Screen Time in Early Childhood

Growing evidence links excessive screen exposure during early childhood to reduced emotional understanding. One study found that increased television exposure between six and 18 months of age was associated with higher emotional reactivity and aggression. Another found that higher screen time at age four predicted lower emotional understanding at age six. Having a television in a child’s bedroom at age six predicted lower emotional understanding at age eight.

The type of screen matters too. Computer use and video gaming were linked to more severe depressive symptoms, while television viewing alone was not. Gaming was associated with lower emotional understanding in boys but not girls. Early and persistent exposure to violent content specifically raises the likelihood of antisocial behavior. At a neurological level, addictive screen use appears to decrease social coping skills and create craving patterns that resemble substance dependence.

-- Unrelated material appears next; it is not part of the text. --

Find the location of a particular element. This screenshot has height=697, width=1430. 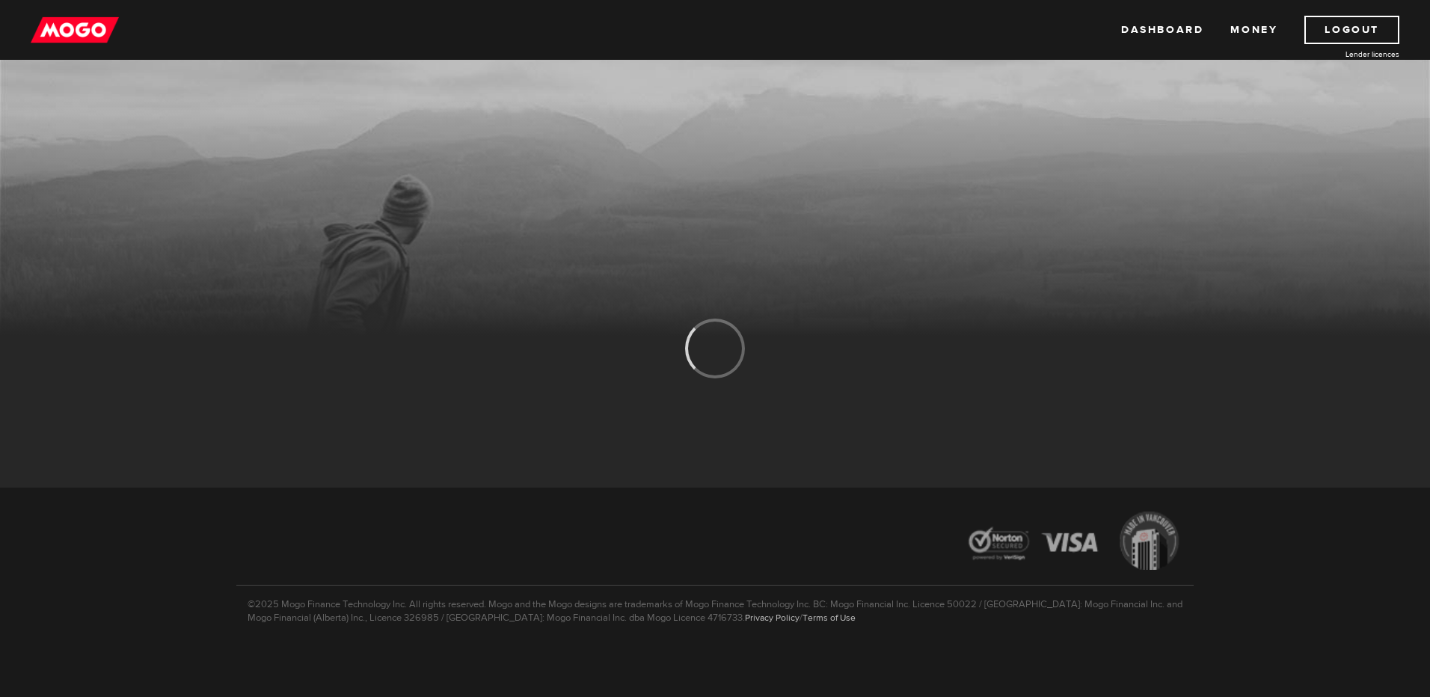

img: legal-icons-92a2ffecb4d32d839781d1b4e4802d7b.png is located at coordinates (1074, 542).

The mechanism is straightforward: every hour a young child spends on a screen is an hour not spent in face-to-face interaction, where emotional learning naturally occurs. Screens don’t provide the reciprocal emotional feedback that human relationships do.

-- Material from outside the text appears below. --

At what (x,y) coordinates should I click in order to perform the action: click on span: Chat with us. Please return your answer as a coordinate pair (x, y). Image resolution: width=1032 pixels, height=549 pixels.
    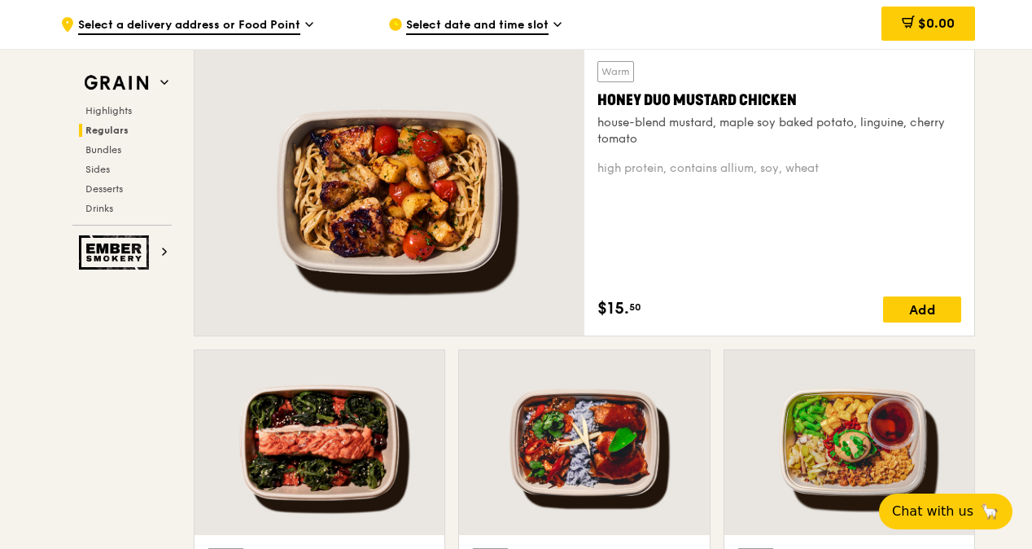
    Looking at the image, I should click on (933, 511).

Cultural Norms Around Emotional Expression

Culture shapes not just how people express emotions but how they experience them internally. Research comparing American and Chinese young adults found that Americans were significantly more emotionally expressive, with a large effect size. More importantly, the study revealed that cultural differences in expressiveness actually changed the relationship between brain activity and emotional experience. In more expressive individuals, the brain’s body-sensing regions tracked more closely with how strongly they reported feeling an emotion. In less expressive individuals, that connection was weaker.

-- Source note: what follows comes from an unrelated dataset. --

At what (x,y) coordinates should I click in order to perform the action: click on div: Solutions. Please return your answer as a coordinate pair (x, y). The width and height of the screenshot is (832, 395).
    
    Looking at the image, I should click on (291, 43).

This suggests that growing up in a culture that values emotional restraint doesn’t just teach people to hide their feelings. It may fundamentally alter how the brain links physical sensations to emotional awareness, making emotions literally feel less distinct or intense. Someone raised in such an environment might score lower on emotional intelligence assessments designed in Western cultures, not because they lack capacity but because their emotional processing has been shaped differently.

Can Low Emotional Intelligence Be Changed?

Emotional intelligence is not fixed. Training programs have demonstrated measurable improvement, particularly in self-focused skills. A randomized controlled trial of an online emotional intelligence training program found significant improvements in self-reported emotion perception, self-regulation, and the ability to help regulate others’ emotions, with effects lasting at least eight weeks after the training ended.

There’s an important caveat, though. The same study found no improvement in performance-based measures of emotional intelligence or in the ability to perceive emotions in others. Self-awareness and self-regulation appear more trainable than the ability to accurately read other people. This pattern has held across multiple studies: the internal, reflective components of emotional intelligence respond to intervention more readily than the interpersonal, perceptive components.

Earlier workplace research found that managers who completed emotional intelligence training improved not only their overall emotional intelligence but also their general health and psychological well-being, while a control group showed no changes. This suggests that even partial improvement in emotional intelligence carries real benefits beyond emotional skills alone.